Recent studies have advocated for fully open foundation models to promote transparency and open science. As an initial step, the Open Whisper-style Speech Model (OWSM) reproduced OpenAI's Whisper using publicly available data and open-source toolkits. With the aim of reproducing Whisper, the previous OWSM v1 through v3 models were still based on Transformer, which might lead to inferior performance compared to other state-of-the-art speech encoders. In this work, we aim to improve the performance and efficiency of OWSM without extra training data. We present E-Branchformer based OWSM v3.1 models at two scales, i.e., 100M and 1B. The 1B model is the largest E-Branchformer based speech model that has been made publicly available. It outperforms the previous OWSM v3 in a vast majority of evaluation benchmarks, while demonstrating up to 25% faster inference speed. We publicly release the data preparation scripts, pre-trained models and training logs.

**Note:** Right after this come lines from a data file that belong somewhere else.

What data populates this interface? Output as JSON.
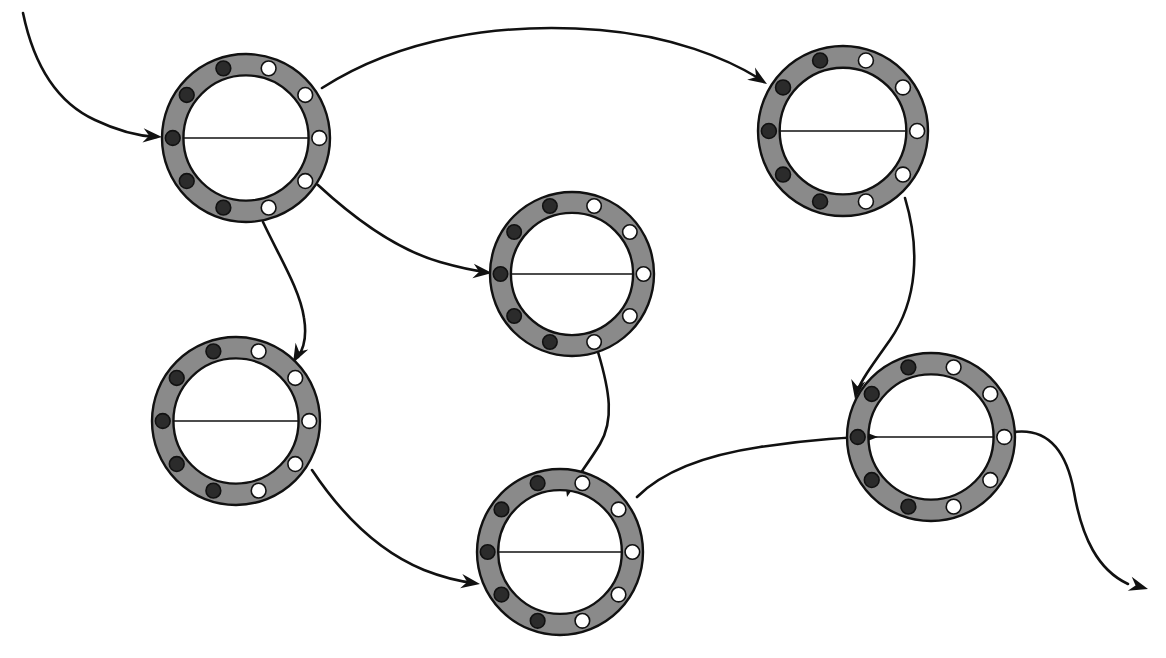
{
  "canvas": {
    "width": 1166,
    "height": 658,
    "background": "#ffffff",
    "title": "Directed graph of ten-position ring nodes"
  },
  "style": {
    "ring_fill": "#8a8a8a",
    "ring_stroke": "#111111",
    "ring_stroke_width": 2.4,
    "dark_dot_fill": "#2b2b2b",
    "dark_dot_stroke": "#111111",
    "white_dot_fill": "#ffffff",
    "white_dot_stroke": "#111111",
    "dot_stroke_width": 1.6,
    "diameter_line_color": "#111111",
    "diameter_line_width": 1.3,
    "edge_color": "#111111",
    "edge_width": 2.6,
    "arrowhead_color": "#111111"
  },
  "ring_geometry": {
    "outer_radius_ratio": 1.0,
    "inner_radius_ratio": 0.745,
    "dot_orbit_ratio": 0.872,
    "dot_radius_ratio": 0.088,
    "dot_count": 10,
    "dark_dot_count": 5,
    "white_dot_count": 5,
    "dot_angles_deg": [
      180,
      144,
      108,
      72,
      36,
      0,
      324,
      288,
      252,
      216
    ],
    "dot_colors": [
      "dark",
      "dark",
      "dark",
      "white",
      "white",
      "white",
      "white",
      "white",
      "dark",
      "dark"
    ],
    "has_diameter_line": true
  },
  "nodes": [
    {
      "id": "n1",
      "label": "node-top-left",
      "cx": 246,
      "cy": 138,
      "r": 84
    },
    {
      "id": "n2",
      "label": "node-top-right",
      "cx": 843,
      "cy": 131,
      "r": 85
    },
    {
      "id": "n3",
      "label": "node-middle-center",
      "cx": 572,
      "cy": 274,
      "r": 82
    },
    {
      "id": "n4",
      "label": "node-left-lower",
      "cx": 236,
      "cy": 421,
      "r": 84
    },
    {
      "id": "n5",
      "label": "node-bottom-center",
      "cx": 560,
      "cy": 552,
      "r": 83
    },
    {
      "id": "n6",
      "label": "node-right-lower",
      "cx": 931,
      "cy": 437,
      "r": 84
    }
  ],
  "edges": [
    {
      "id": "e0",
      "label": "entry-arrow-into-top-left",
      "from": "external-start",
      "to": "n1",
      "path": "M 23,13 C 34,66 58,103 95,120 C 118,131 140,136 156,137",
      "arrow_at": {
        "x": 162,
        "y": 137,
        "angle_deg": 5
      }
    },
    {
      "id": "e1",
      "label": "edge-top-left-to-top-right",
      "from": "n1",
      "to": "n2",
      "path": "M 322,88 C 400,38 500,22 600,30 C 672,36 726,58 760,79",
      "arrow_at": {
        "x": 767,
        "y": 84,
        "angle_deg": 33
      }
    },
    {
      "id": "e2",
      "label": "edge-top-left-to-middle-center",
      "from": "n1",
      "to": "n3",
      "path": "M 318,185 C 358,222 398,250 440,262 C 461,268 477,271 486,272",
      "arrow_at": {
        "x": 492,
        "y": 273,
        "angle_deg": 6
      }
    },
    {
      "id": "e3",
      "label": "edge-top-left-to-left-lower",
      "from": "n1",
      "to": "n4",
      "path": "M 263,222 C 280,258 300,290 304,318 C 307,336 304,348 298,357",
      "arrow_at": {
        "x": 293,
        "y": 363,
        "angle_deg": 118
      }
    },
    {
      "id": "e4",
      "label": "edge-top-right-to-right-lower",
      "from": "n2",
      "to": "n6",
      "path": "M 905,198 C 920,248 918,300 890,340 C 873,364 861,380 857,392",
      "arrow_at": {
        "x": 855,
        "y": 399,
        "angle_deg": 100
      }
    },
    {
      "id": "e5",
      "label": "edge-middle-center-to-bottom-center",
      "from": "n3",
      "to": "n5",
      "path": "M 598,352 C 610,392 614,420 600,444 C 588,464 576,478 570,490",
      "arrow_at": {
        "x": 567,
        "y": 497,
        "angle_deg": 104
      }
    },
    {
      "id": "e6",
      "label": "edge-left-lower-to-bottom-center",
      "from": "n4",
      "to": "n5",
      "path": "M 312,470 C 344,518 380,552 424,570 C 447,579 465,582 474,583",
      "arrow_at": {
        "x": 480,
        "y": 584,
        "angle_deg": 9
      }
    },
    {
      "id": "e7",
      "label": "edge-bottom-center-to-right-lower",
      "from": "n5",
      "to": "n6",
      "path": "M 637,497 C 660,474 700,456 760,447 C 812,439 855,437 871,437",
      "arrow_at": {
        "x": 878,
        "y": 437,
        "angle_deg": 0
      }
    },
    {
      "id": "e8",
      "label": "exit-arrow-from-right-lower",
      "from": "n6",
      "to": "external-end",
      "path": "M 1014,432 C 1046,428 1066,448 1074,492 C 1082,538 1098,570 1128,584",
      "arrow_at": {
        "x": 1148,
        "y": 589,
        "angle_deg": 16
      }
    }
  ]
}
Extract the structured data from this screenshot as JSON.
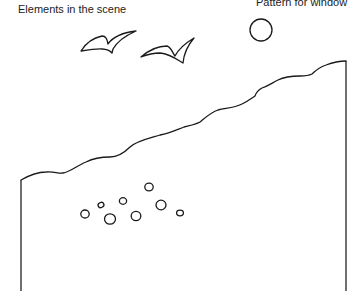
{
  "headings": {
    "left": "Elements in the scene",
    "right": "Pattern for window"
  },
  "scene": {
    "elements": [
      {
        "name": "bird",
        "count": 2
      },
      {
        "name": "sun",
        "count": 1
      },
      {
        "name": "hill-slope",
        "count": 1
      },
      {
        "name": "pebble",
        "count": 9
      }
    ],
    "colors": {
      "background": "#ffffff",
      "ink": "#1a1a1a"
    }
  }
}
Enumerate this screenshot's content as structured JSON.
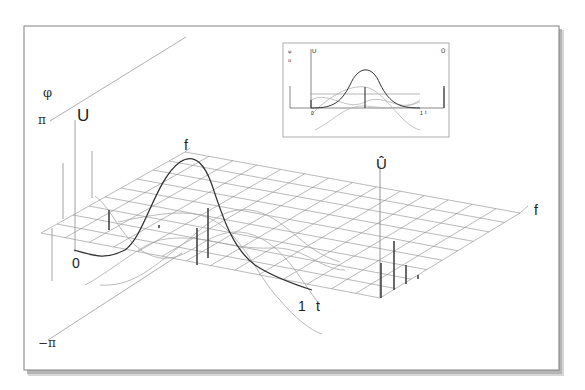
{
  "diagram": {
    "type": "3d-time-frequency-phase-plot",
    "colors": {
      "paper": "#ffffff",
      "frame": "#777777",
      "shadow": "#9a9a9a",
      "grid": "#8a8a8a",
      "curve_main": "#333333",
      "curve_faint": "#aaaaaa",
      "spike": "#444444"
    },
    "labels": {
      "phi_axis": "φ",
      "pi_top": "π",
      "pi_bottom": "−π",
      "u_axis": "U",
      "u_hat_axis": "Û",
      "f_axis_back": "f",
      "f_axis_right": "f",
      "t_axis": "t",
      "t_origin": "0",
      "t_end": "1"
    },
    "inset": {
      "labels": {
        "phi": "φ",
        "pi": "π",
        "u": "U",
        "u_hat": "Û",
        "t_origin": "0",
        "t_end": "1",
        "t": "t"
      }
    }
  }
}
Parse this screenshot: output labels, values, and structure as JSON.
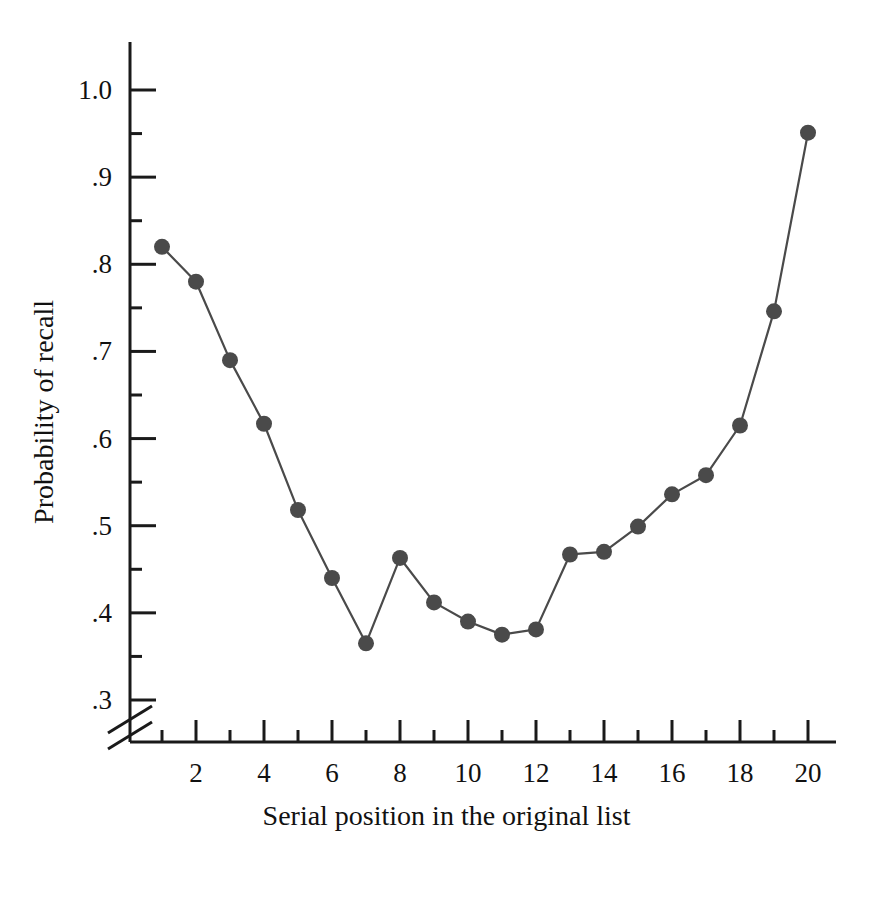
{
  "chart_data": {
    "type": "line",
    "title": "",
    "subtitle": "",
    "xlabel": "Serial position in the original list",
    "ylabel": "Probability of recall",
    "x": [
      1,
      2,
      3,
      4,
      5,
      6,
      7,
      8,
      9,
      10,
      11,
      12,
      13,
      14,
      15,
      16,
      17,
      18,
      19,
      20
    ],
    "values": [
      0.82,
      0.78,
      0.69,
      0.617,
      0.518,
      0.44,
      0.365,
      0.463,
      0.412,
      0.39,
      0.375,
      0.381,
      0.467,
      0.47,
      0.499,
      0.536,
      0.558,
      0.615,
      0.746,
      0.951
    ],
    "series": [
      {
        "name": "Probability of recall",
        "values": [
          0.82,
          0.78,
          0.69,
          0.617,
          0.518,
          0.44,
          0.365,
          0.463,
          0.412,
          0.39,
          0.375,
          0.381,
          0.467,
          0.47,
          0.499,
          0.536,
          0.558,
          0.615,
          0.746,
          0.951
        ]
      }
    ],
    "xlim": [
      0,
      21
    ],
    "ylim": [
      0.3,
      1.05
    ],
    "x_tick_labels": [
      "2",
      "4",
      "6",
      "8",
      "10",
      "12",
      "14",
      "16",
      "18",
      "20"
    ],
    "x_tick_values": [
      2,
      4,
      6,
      8,
      10,
      12,
      14,
      16,
      18,
      20
    ],
    "x_minor_tick_values": [
      1,
      3,
      5,
      7,
      9,
      11,
      13,
      15,
      17,
      19
    ],
    "y_tick_labels": [
      "1.0",
      ".9",
      ".8",
      ".7",
      ".6",
      ".5",
      ".4",
      ".3"
    ],
    "y_tick_values": [
      1.0,
      0.9,
      0.8,
      0.7,
      0.6,
      0.5,
      0.4,
      0.3
    ],
    "y_minor_tick_values": [
      0.95,
      0.85,
      0.75,
      0.65,
      0.55,
      0.45,
      0.35
    ],
    "grid": false,
    "legend": false,
    "legend_position": "none",
    "axis_break": {
      "axis": "y",
      "below": 0.3,
      "style": "double-slash"
    },
    "marker_color": "#4a4a4a",
    "line_color": "#4a4a4a",
    "axis_color": "#1a1a1a",
    "background_color": "#ffffff",
    "marker_shape": "circle",
    "marker_size": 16
  }
}
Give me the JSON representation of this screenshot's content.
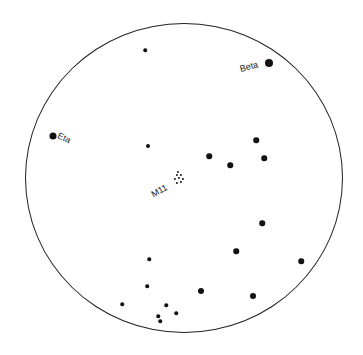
{
  "chart_data": {
    "type": "scatter",
    "title": "",
    "field_circle": {
      "cx": 184,
      "cy": 178,
      "rx": 159,
      "ry": 155
    },
    "labels": [
      {
        "text": "Beta",
        "x": 240,
        "y": 70,
        "rotate": -15
      },
      {
        "text": "Eta",
        "x": 58,
        "y": 136,
        "rotate": 25
      },
      {
        "text": "M11",
        "x": 152,
        "y": 196,
        "rotate": -30
      }
    ],
    "stars": [
      {
        "x": 145,
        "y": 50,
        "size": 3.5
      },
      {
        "x": 269,
        "y": 63,
        "size": 8
      },
      {
        "x": 53,
        "y": 136,
        "size": 7
      },
      {
        "x": 148,
        "y": 146,
        "size": 4
      },
      {
        "x": 256,
        "y": 140,
        "size": 5.5
      },
      {
        "x": 209,
        "y": 156,
        "size": 5.5
      },
      {
        "x": 264,
        "y": 158,
        "size": 5.5
      },
      {
        "x": 230,
        "y": 165,
        "size": 5.5
      },
      {
        "x": 262,
        "y": 223,
        "size": 5.5
      },
      {
        "x": 236,
        "y": 251,
        "size": 5.5
      },
      {
        "x": 301,
        "y": 261,
        "size": 5.5
      },
      {
        "x": 149,
        "y": 259,
        "size": 3.5
      },
      {
        "x": 147,
        "y": 286,
        "size": 3.5
      },
      {
        "x": 201,
        "y": 291,
        "size": 6
      },
      {
        "x": 253,
        "y": 296,
        "size": 6
      },
      {
        "x": 122,
        "y": 304,
        "size": 3.5
      },
      {
        "x": 166,
        "y": 305,
        "size": 3.5
      },
      {
        "x": 176,
        "y": 313,
        "size": 3.5
      },
      {
        "x": 158,
        "y": 316,
        "size": 3.5
      },
      {
        "x": 160,
        "y": 321,
        "size": 3.5
      }
    ],
    "cluster_M11": [
      {
        "x": 177,
        "y": 175
      },
      {
        "x": 181,
        "y": 175
      },
      {
        "x": 175,
        "y": 179
      },
      {
        "x": 179,
        "y": 178
      },
      {
        "x": 183,
        "y": 179
      },
      {
        "x": 177,
        "y": 183
      },
      {
        "x": 181,
        "y": 182
      },
      {
        "x": 178,
        "y": 172
      }
    ]
  }
}
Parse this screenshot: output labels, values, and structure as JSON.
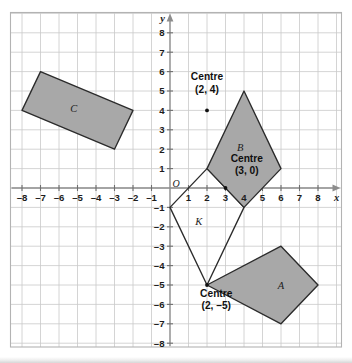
{
  "figure": {
    "background_color": "#ffffff",
    "shape_fill_color": "#a8a8a8",
    "shape_stroke_color": "#2b2b2b",
    "grid_color": "#c9c9c9",
    "axis_color": "#8d8d8d"
  },
  "chart_data": {
    "type": "scatter",
    "title": "",
    "xlabel": "x",
    "ylabel": "y",
    "xlim": [
      -9,
      9
    ],
    "ylim": [
      -9,
      9
    ],
    "grid": true,
    "legend": "none",
    "x_tick_labels": [
      "–8",
      "–7",
      "–6",
      "–5",
      "–4",
      "–3",
      "–2",
      "–1",
      "1",
      "2",
      "3",
      "4",
      "5",
      "6",
      "7",
      "8"
    ],
    "x_tick_values": [
      -8,
      -7,
      -6,
      -5,
      -4,
      -3,
      -2,
      -1,
      1,
      2,
      3,
      4,
      5,
      6,
      7,
      8
    ],
    "y_tick_labels": [
      "8",
      "7",
      "6",
      "5",
      "4",
      "3",
      "2",
      "1",
      "–1",
      "–2",
      "–3",
      "–4",
      "–5",
      "–6",
      "–7",
      "–8"
    ],
    "y_tick_values": [
      8,
      7,
      6,
      5,
      4,
      3,
      2,
      1,
      -1,
      -2,
      -3,
      -4,
      -5,
      -6,
      -7,
      -8
    ],
    "origin_label": "O",
    "shapes": [
      {
        "id": "K",
        "label": "K",
        "filled": false,
        "label_position": [
          1.55,
          -1.75
        ],
        "vertices": [
          [
            0,
            -1
          ],
          [
            2,
            1
          ],
          [
            4,
            -1
          ],
          [
            2,
            -5
          ]
        ]
      },
      {
        "id": "B",
        "label": "B",
        "filled": true,
        "label_position": [
          3.8,
          2.1
        ],
        "vertices": [
          [
            2,
            1
          ],
          [
            4,
            5
          ],
          [
            6,
            1
          ],
          [
            4,
            -1
          ]
        ]
      },
      {
        "id": "C",
        "label": "C",
        "filled": true,
        "label_position": [
          -5.2,
          4.1
        ],
        "vertices": [
          [
            -8,
            4
          ],
          [
            -7,
            6
          ],
          [
            -2,
            4
          ],
          [
            -3,
            2
          ]
        ]
      },
      {
        "id": "A",
        "label": "A",
        "filled": true,
        "label_position": [
          6.0,
          -5.0
        ],
        "vertices": [
          [
            2,
            -5
          ],
          [
            6,
            -3
          ],
          [
            8,
            -5
          ],
          [
            6,
            -7
          ]
        ]
      }
    ],
    "centres": [
      {
        "id": "centre-2-4",
        "caption_line1": "Centre",
        "caption_line2": "(2, 4)",
        "point": [
          2,
          4
        ],
        "caption_anchor": [
          2,
          5.55
        ]
      },
      {
        "id": "centre-3-0",
        "caption_line1": "Centre",
        "caption_line2": "(3, 0)",
        "point": [
          3,
          0
        ],
        "caption_anchor": [
          4.15,
          1.35
        ]
      },
      {
        "id": "centre-2-neg5",
        "caption_line1": "Centre",
        "caption_line2": "(2, –5)",
        "point": [
          2,
          -5
        ],
        "caption_anchor": [
          2.5,
          -5.6
        ]
      }
    ]
  }
}
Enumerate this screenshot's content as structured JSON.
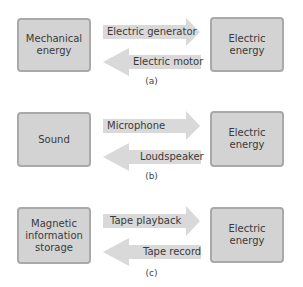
{
  "colors": {
    "box_fill": "#d3d3d3",
    "box_border": "#a9a9a9",
    "arrow_fill": "#d9d9d9",
    "text": "#3a3a3a"
  },
  "panels": [
    {
      "caption": "(a)",
      "left_box": [
        "Mechanical",
        "energy"
      ],
      "right_box": [
        "Electric",
        "energy"
      ],
      "forward_arrow": "Electric generator",
      "backward_arrow": "Electric motor"
    },
    {
      "caption": "(b)",
      "left_box": [
        "Sound"
      ],
      "right_box": [
        "Electric",
        "energy"
      ],
      "forward_arrow": "Microphone",
      "backward_arrow": "Loudspeaker"
    },
    {
      "caption": "(c)",
      "left_box": [
        "Magnetic",
        "information",
        "storage"
      ],
      "right_box": [
        "Electric",
        "energy"
      ],
      "forward_arrow": "Tape playback",
      "backward_arrow": "Tape record"
    }
  ]
}
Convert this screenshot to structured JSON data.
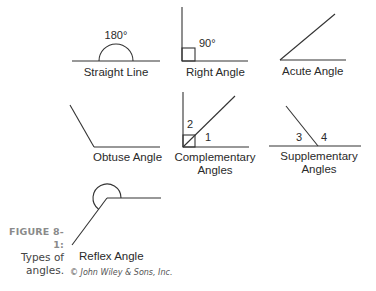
{
  "figure": {
    "label": "FIGURE 8-1:",
    "caption_line1": "Types of",
    "caption_line2": "angles.",
    "credit": "© John Wiley & Sons, Inc."
  },
  "angles": {
    "straight": {
      "name": "Straight Line",
      "measure": "180°"
    },
    "right": {
      "name": "Right Angle",
      "measure": "90°"
    },
    "acute": {
      "name": "Acute Angle"
    },
    "obtuse": {
      "name": "Obtuse Angle"
    },
    "complementary": {
      "name_line1": "Complementary",
      "name_line2": "Angles",
      "angle_a": "1",
      "angle_b": "2"
    },
    "supplementary": {
      "name_line1": "Supplementary",
      "name_line2": "Angles",
      "angle_a": "3",
      "angle_b": "4"
    },
    "reflex": {
      "name": "Reflex Angle"
    }
  },
  "colors": {
    "stroke": "#333333",
    "figure_label": "#8a8a8a"
  }
}
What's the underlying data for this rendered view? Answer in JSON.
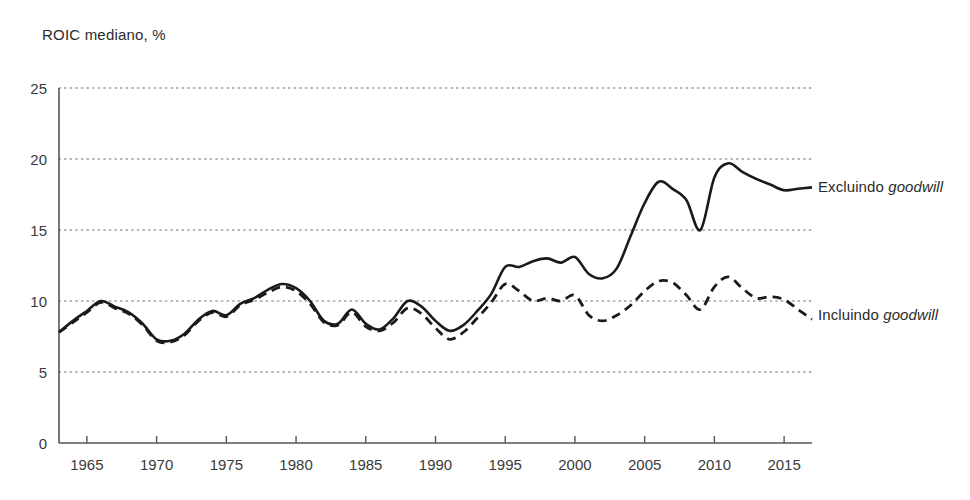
{
  "chart_data": {
    "type": "line",
    "title": "ROIC mediano, %",
    "xlabel": "",
    "ylabel": "",
    "ylim": [
      0,
      25
    ],
    "xlim": [
      1963,
      2017
    ],
    "yticks": [
      0,
      5,
      10,
      15,
      20,
      25
    ],
    "xticks": [
      1965,
      1970,
      1975,
      1980,
      1985,
      1990,
      1995,
      2000,
      2005,
      2010,
      2015
    ],
    "grid": "horizontal-dotted",
    "legend_position": "right-inline",
    "x": [
      1963,
      1964,
      1965,
      1966,
      1967,
      1968,
      1969,
      1970,
      1971,
      1972,
      1973,
      1974,
      1975,
      1976,
      1977,
      1978,
      1979,
      1980,
      1981,
      1982,
      1983,
      1984,
      1985,
      1986,
      1987,
      1988,
      1989,
      1990,
      1991,
      1992,
      1993,
      1994,
      1995,
      1996,
      1997,
      1998,
      1999,
      2000,
      2001,
      2002,
      2003,
      2004,
      2005,
      2006,
      2007,
      2008,
      2009,
      2010,
      2011,
      2012,
      2013,
      2014,
      2015,
      2016,
      2017
    ],
    "series": [
      {
        "name": "Excluindo goodwill",
        "style": "solid",
        "color": "#1a1a1a",
        "label_plain": "Excluindo ",
        "label_italic": "goodwill",
        "values": [
          7.8,
          8.6,
          9.3,
          10.0,
          9.6,
          9.2,
          8.4,
          7.3,
          7.2,
          7.7,
          8.7,
          9.3,
          9.0,
          9.8,
          10.2,
          10.8,
          11.2,
          10.9,
          10.0,
          8.6,
          8.4,
          9.4,
          8.4,
          8.0,
          8.8,
          10.0,
          9.6,
          8.6,
          7.9,
          8.3,
          9.3,
          10.5,
          12.4,
          12.4,
          12.8,
          13.0,
          12.7,
          13.1,
          11.9,
          11.6,
          12.3,
          14.6,
          16.9,
          18.4,
          17.9,
          17.1,
          15.0,
          18.7,
          19.7,
          19.1,
          18.6,
          18.2,
          17.8,
          17.9,
          18.0
        ]
      },
      {
        "name": "Incluindo goodwill",
        "style": "dashed",
        "color": "#1a1a1a",
        "label_plain": "Incluindo ",
        "label_italic": "goodwill",
        "values": [
          7.8,
          8.5,
          9.2,
          9.9,
          9.5,
          9.1,
          8.3,
          7.2,
          7.1,
          7.6,
          8.6,
          9.2,
          8.9,
          9.7,
          10.1,
          10.6,
          11.0,
          10.7,
          9.8,
          8.5,
          8.3,
          9.2,
          8.2,
          7.9,
          8.5,
          9.5,
          9.1,
          8.1,
          7.3,
          7.8,
          8.8,
          9.9,
          11.2,
          10.7,
          10.0,
          10.2,
          10.0,
          10.4,
          9.0,
          8.6,
          9.0,
          9.7,
          10.7,
          11.4,
          11.3,
          10.4,
          9.4,
          11.0,
          11.7,
          10.9,
          10.2,
          10.3,
          10.1,
          9.4,
          8.7
        ]
      }
    ]
  },
  "axis": {
    "y_labels": [
      "0",
      "5",
      "10",
      "15",
      "20",
      "25"
    ],
    "x_labels": [
      "1965",
      "1970",
      "1975",
      "1980",
      "1985",
      "1990",
      "1995",
      "2000",
      "2005",
      "2010",
      "2015"
    ]
  },
  "colors": {
    "line": "#1a1a1a",
    "axis": "#555555",
    "grid": "#9a9a9a",
    "text": "#2b2b2b",
    "background": "#ffffff"
  }
}
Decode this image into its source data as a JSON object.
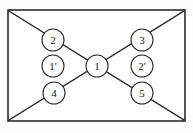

Voxtlm: unified decoder-only models for consolidating speech recognition/synthesis and speech/text continuation tasks

arXiv.org Artificial Intelligence

We propose a decoder-only language model, VoxtLM, that can perform four tasks: speech recognition, speech synthesis, text generation, and speech continuation. VoxtLM integrates text vocabulary with discrete speech tokens from self-supervised speech features and uses special tokens to enable multitask learning. Compared to a single-task model, VoxtLM exhibits a significant improvement in speech synthesis, with improvements in both speech intelligibility from 28.9 to 5.6 and objective quality from 2.68 to 3.90. VoxtLM also improves speech generation and speech recognition performance over the single-task counterpart. Further, VoxtLM is trained with publicly available data and training recipes and model checkpoints are open-sourced to make fully reproducible work.